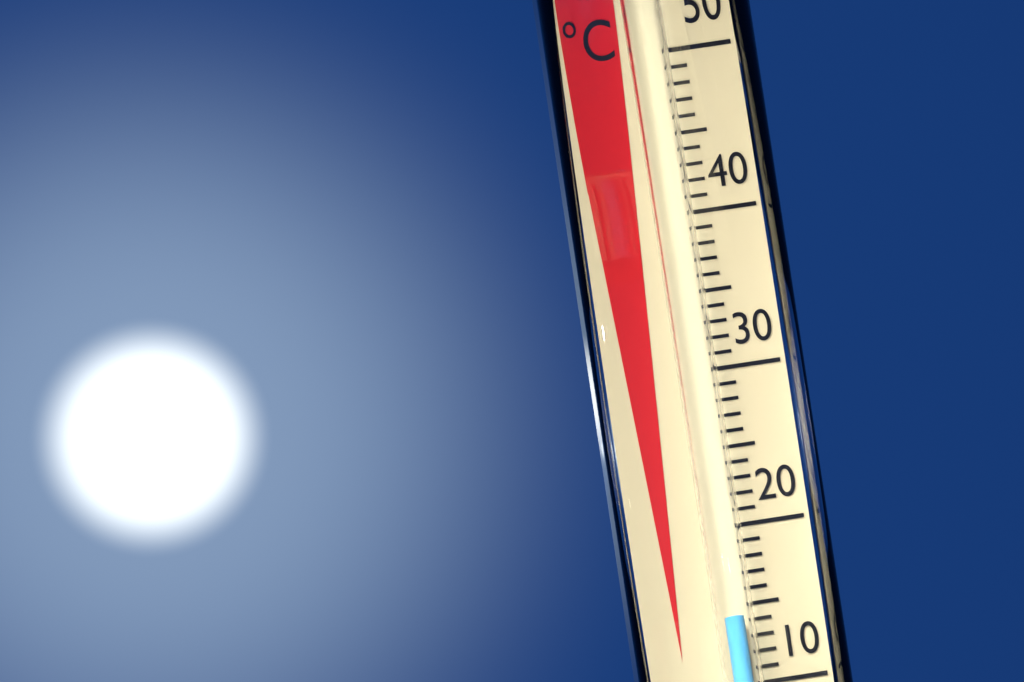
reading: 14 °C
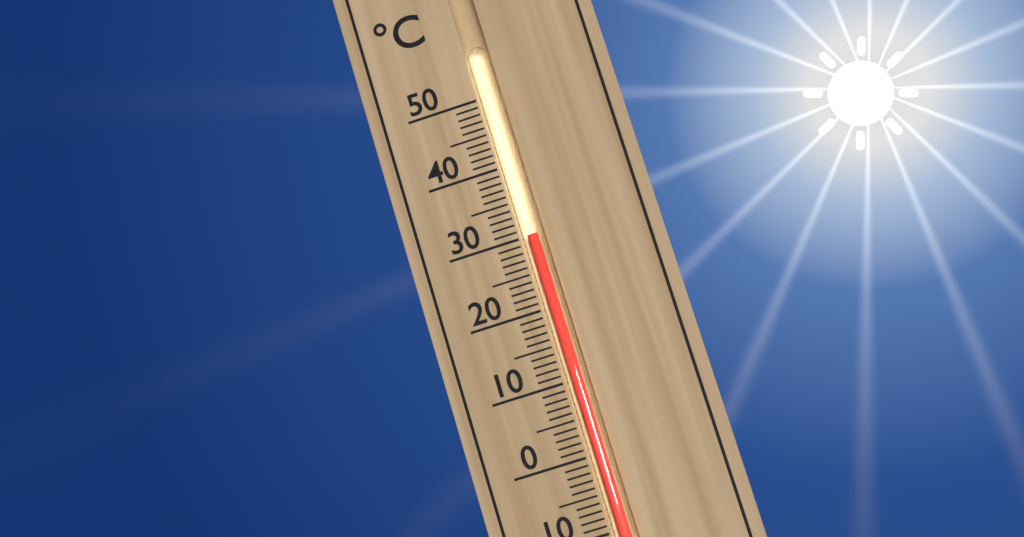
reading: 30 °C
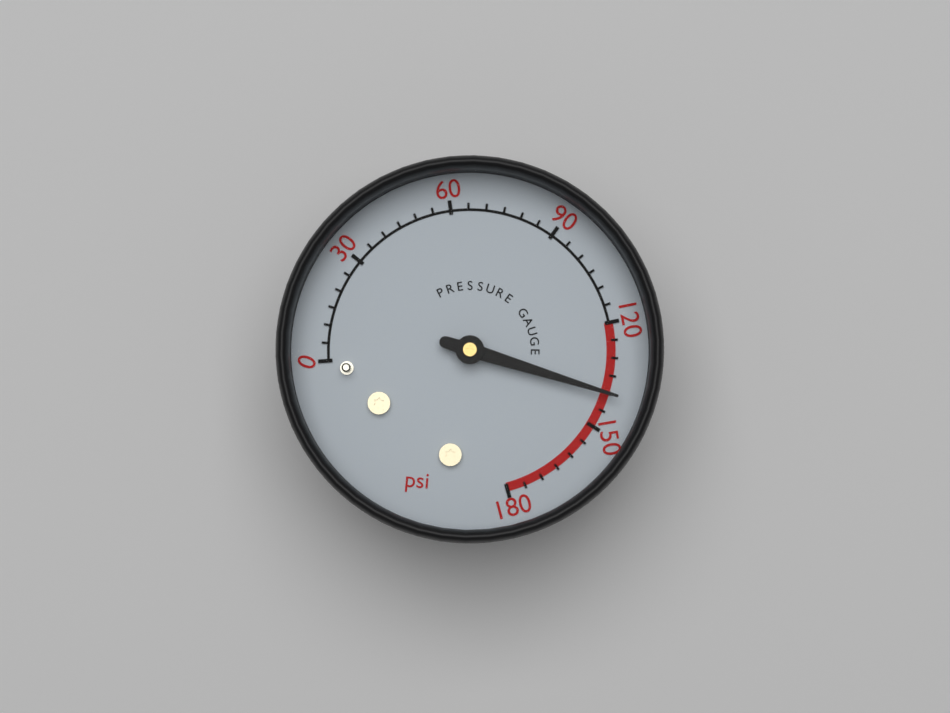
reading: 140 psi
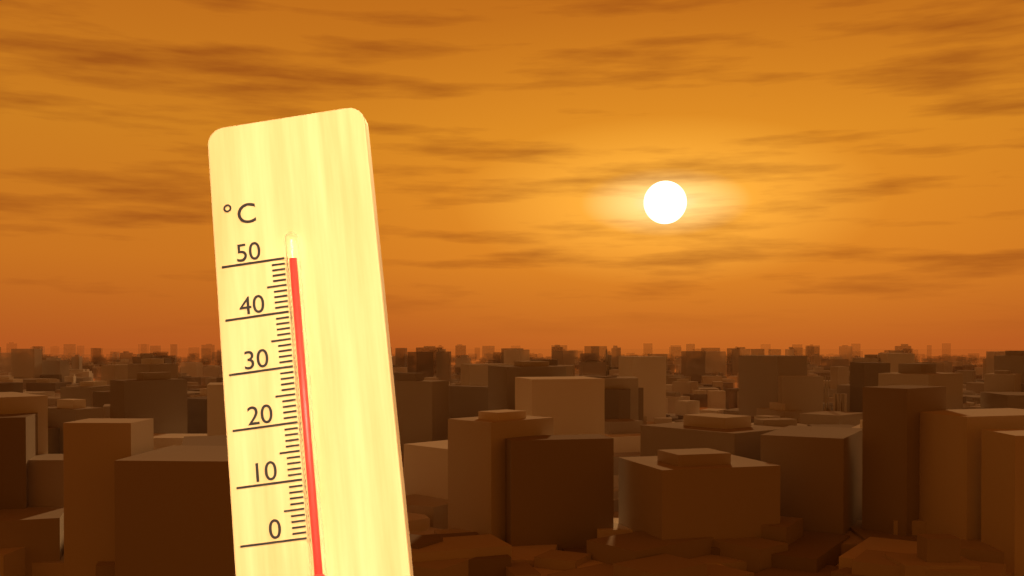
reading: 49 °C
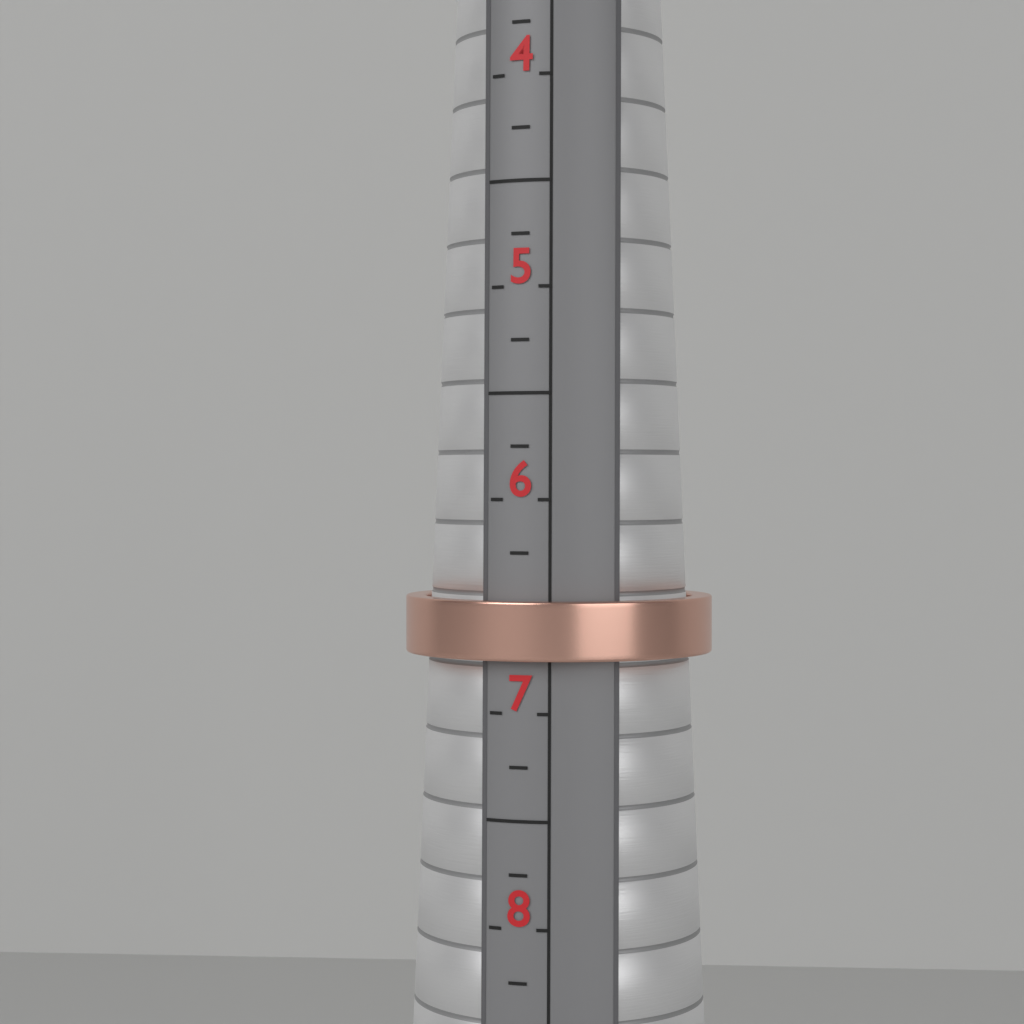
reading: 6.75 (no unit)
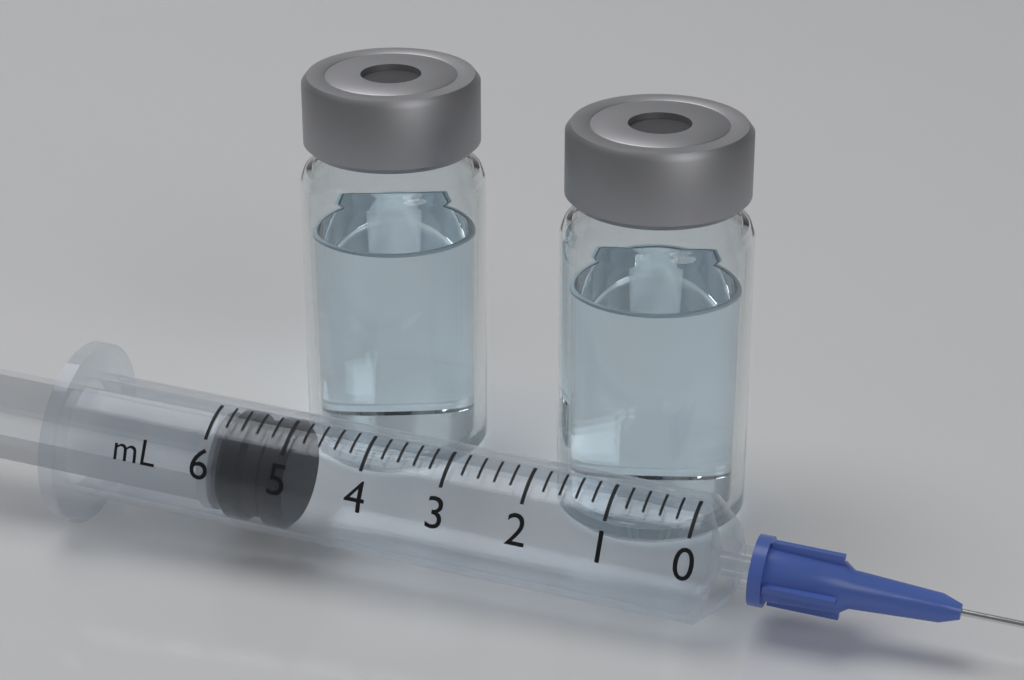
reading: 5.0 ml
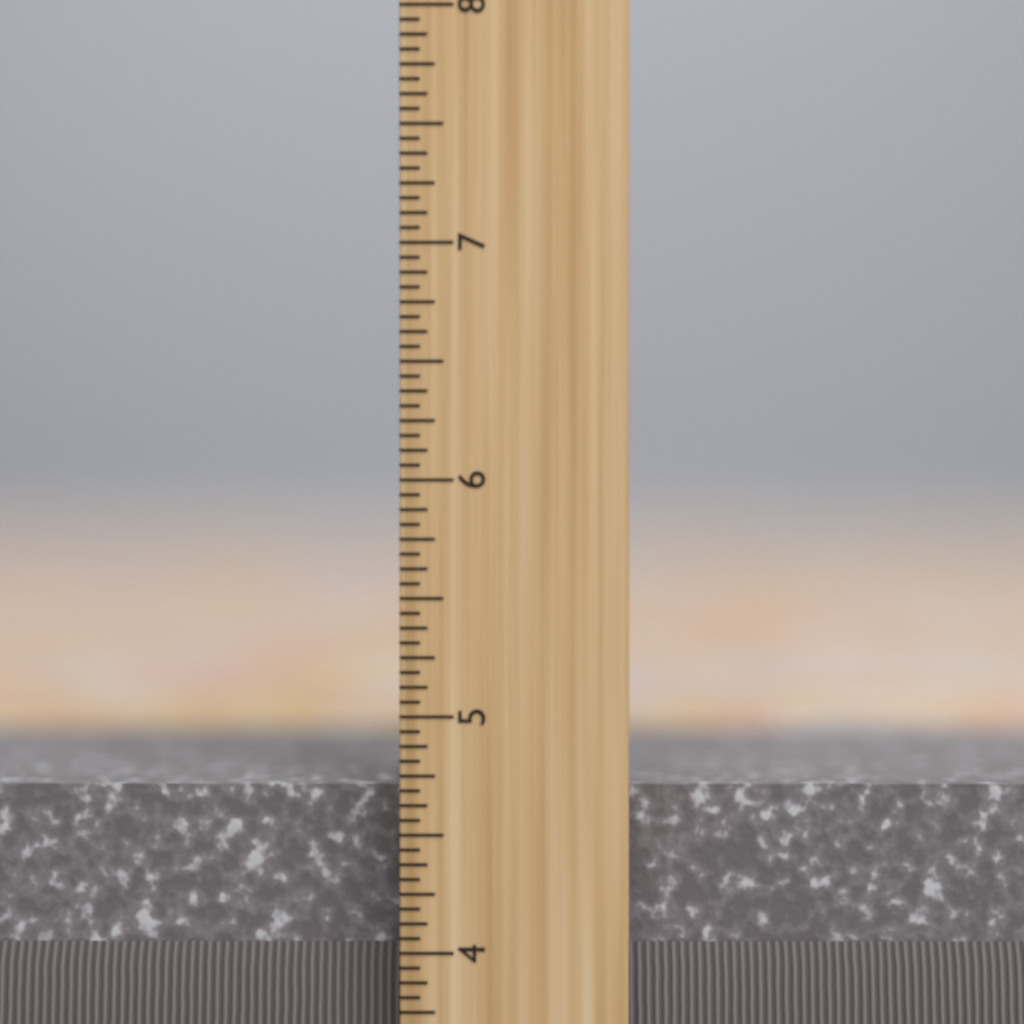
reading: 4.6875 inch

--------------------------------------------------

Your assignment: Can you restate all the records above word for word while dropping the pictures?

Answer section:
reading: 14 °C
reading: 30 °C
reading: 140 psi
reading: 49 °C
reading: 6.75 (no unit)
reading: 5.0 ml
reading: 4.6875 inch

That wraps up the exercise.